Bioinformatics student wants to help others' dreams come true

A. Sue Weisler

Rhea Sanchez likes to spread a little happiness around the RIT campus by wearing brightly colored flowers in her hair.

Rhea Sanchez wears a flower in her hair for you.

“I wear it especially in the winter,” Sanchez says. “Everyone is so mesmerized by it, especially when I wear a bright pink or yellow one. Everyone gets so happy when they see it, so I figure I should just wear it.”

Sanchez buys the artificial pikake flowers from a flea market in Hawaii when she is home on quarter break. This spring, her family will visit Rochester to watch Sanchez graduate with a B.S./M.S. degree in bioinformatics.

Sanchez grew up in Honolulu to Filipino parents. She never learned to surf or hula dance. Instead, she sang in statewide competitions before she could read and, with her parents’ encouragement, cultivated an academic mindset. Early on she developed an interest in babies—not where babies come from, but why they sometimes don’t come at all.

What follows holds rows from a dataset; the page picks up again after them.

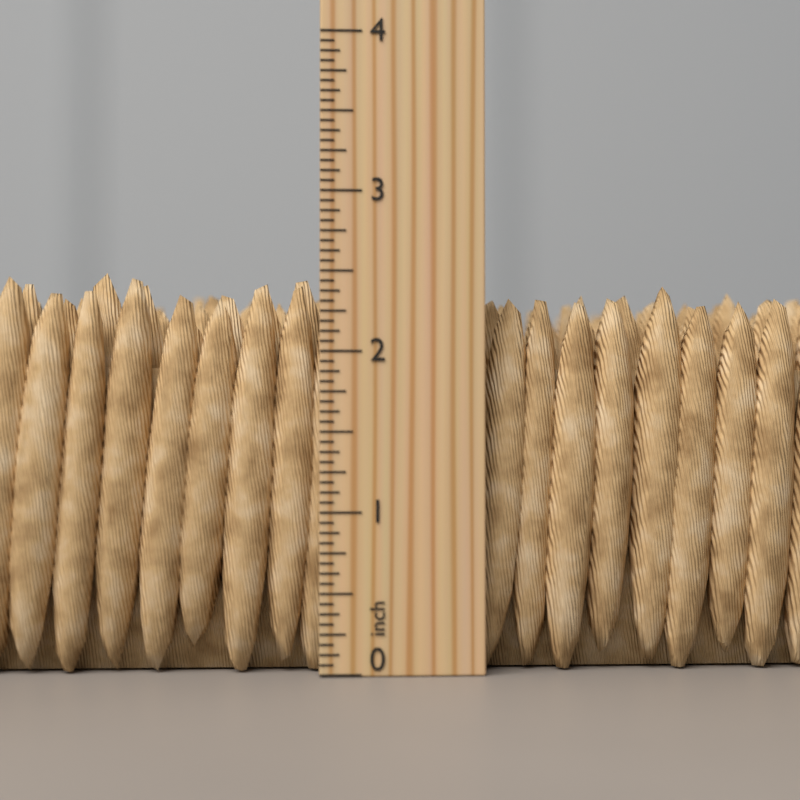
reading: 2.5625 inch
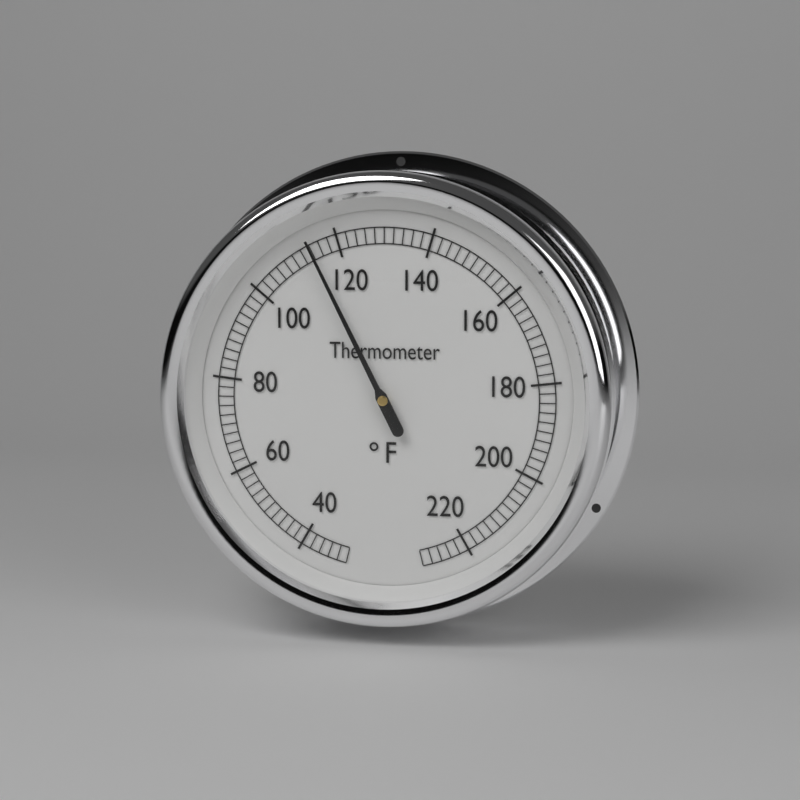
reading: 114 °F
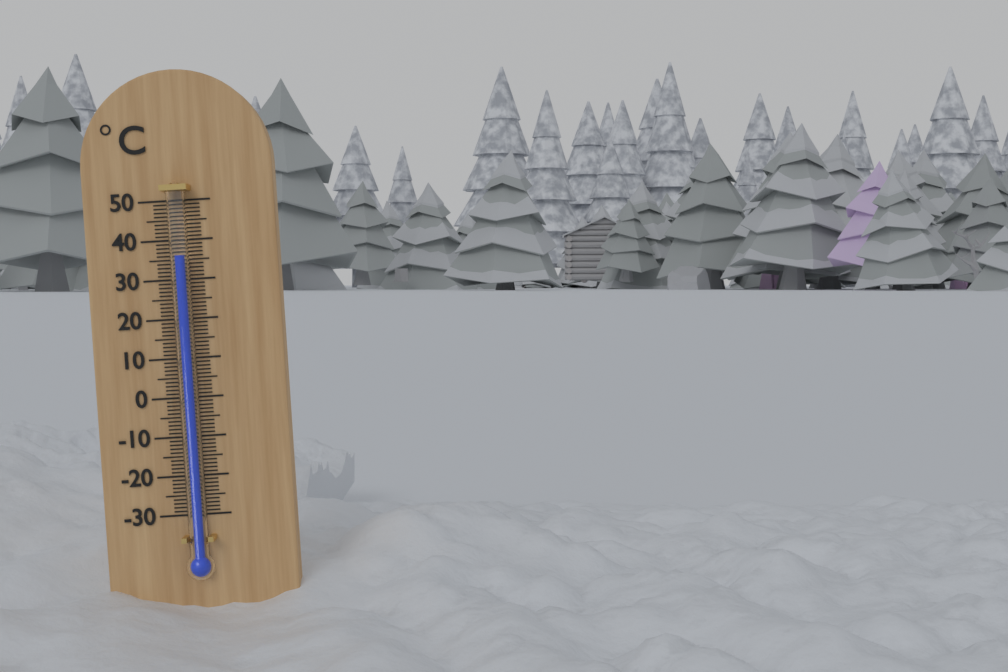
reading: 36 °C
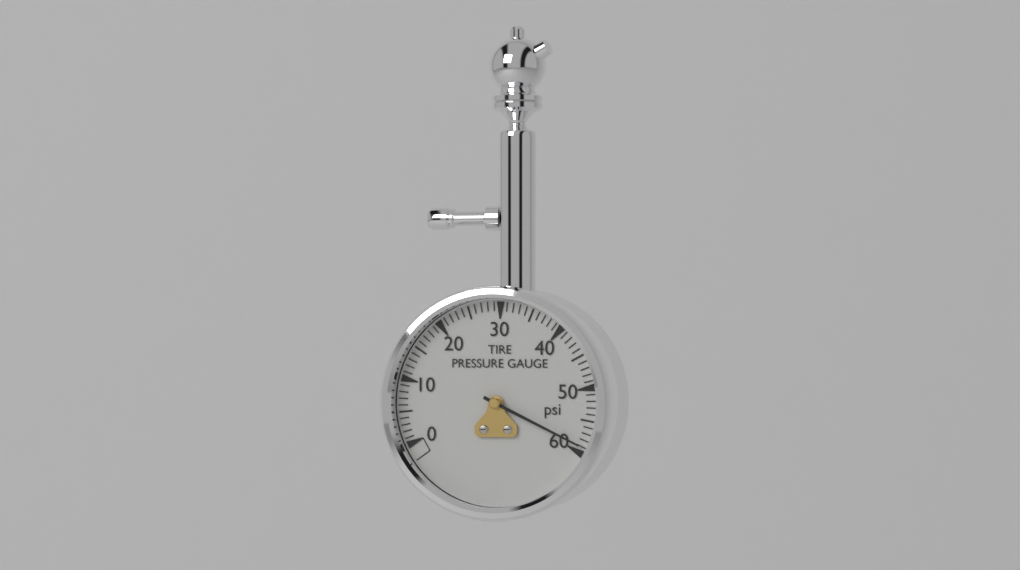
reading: 59 psi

“It started with the normal curiosity of pregnancy,” Sanchez says. “Babies in Filipino culture are a big, big deal.”

She wondered why some women can have babies and others cannot. She kept pressing her mother for answers. Unsatisfied, the 12-year-old Sanchez began her own research and bought a book about infertility.

“My mom saw it on my bed,” Sanchez remembers. “She already knew I was a bit curious about infertility in general. And while most parents would have started screaming, my mom said, ‘Oh, so you bought a book. Is it good?’ ‘Yes, it is.’ And that was it.”

Sanchez’s long-term goal is to be a laboratory director at a fertility clinic. She wants to help couples that cannot have children.

“My job would be to use technology to make it happen for them,” Sanchez says. “You help nature along in the lab, where nature would have prevented that from ever happening.”

Studying bioinformatics positions Sanchez for a career to which there is no direct path. Instead of pursuing a medical degree as her next step, Sanchez is finding her own way to a career in fertility and reproductive health using bioinformatics as a segue to a doctoral program in reproductive biology.

“It’s an odd and unique fit,” Sanchez says. “While bioinformatics is a specific, hybrid major, it’s also broad. We took a lot of courses in computer science, database, statistics, IT and math, and we also learned about an array of biology. Looking specifically at the biology portion of our major, I was able to use that as a springboard for what I want to do in graduate school, which is going back to the fertility field and in vitro fertilization. There is a connection by means of all the topics bioinformatics covers.”

Sanchez came to RIT “on a leap of faith.” She couldn’t afford to visit campus and made her decision to apply to RIT based on pictures, student reviews and her own research. She was intrigued by the genetic engineering class offered through the bioinformatics program and wondered if that major could lead her to the reproductive health field. She also wanted to leave Hawaii to experience the seasons. “I wanted to feel time pass and that something new is coming,” she says.

During her five years at RIT, Sanchez fell in love with bioinformatics. She completed a co-op at the esteemed J. Craig Venter Institute, won an award for outstanding undergraduate research and worked as a teacher assistant for Gary Skuse, director of bioinformatics, whom she calls “a mentor for life.”

“I still don’t know how to get where I want to go,” Sanchez says. “All I know is that I’m going, and that I’m going to get there at some point and that’s all that matters. I might be taking a few extra turns here and there, but I’m having fun along the way. I’ll figure it out.”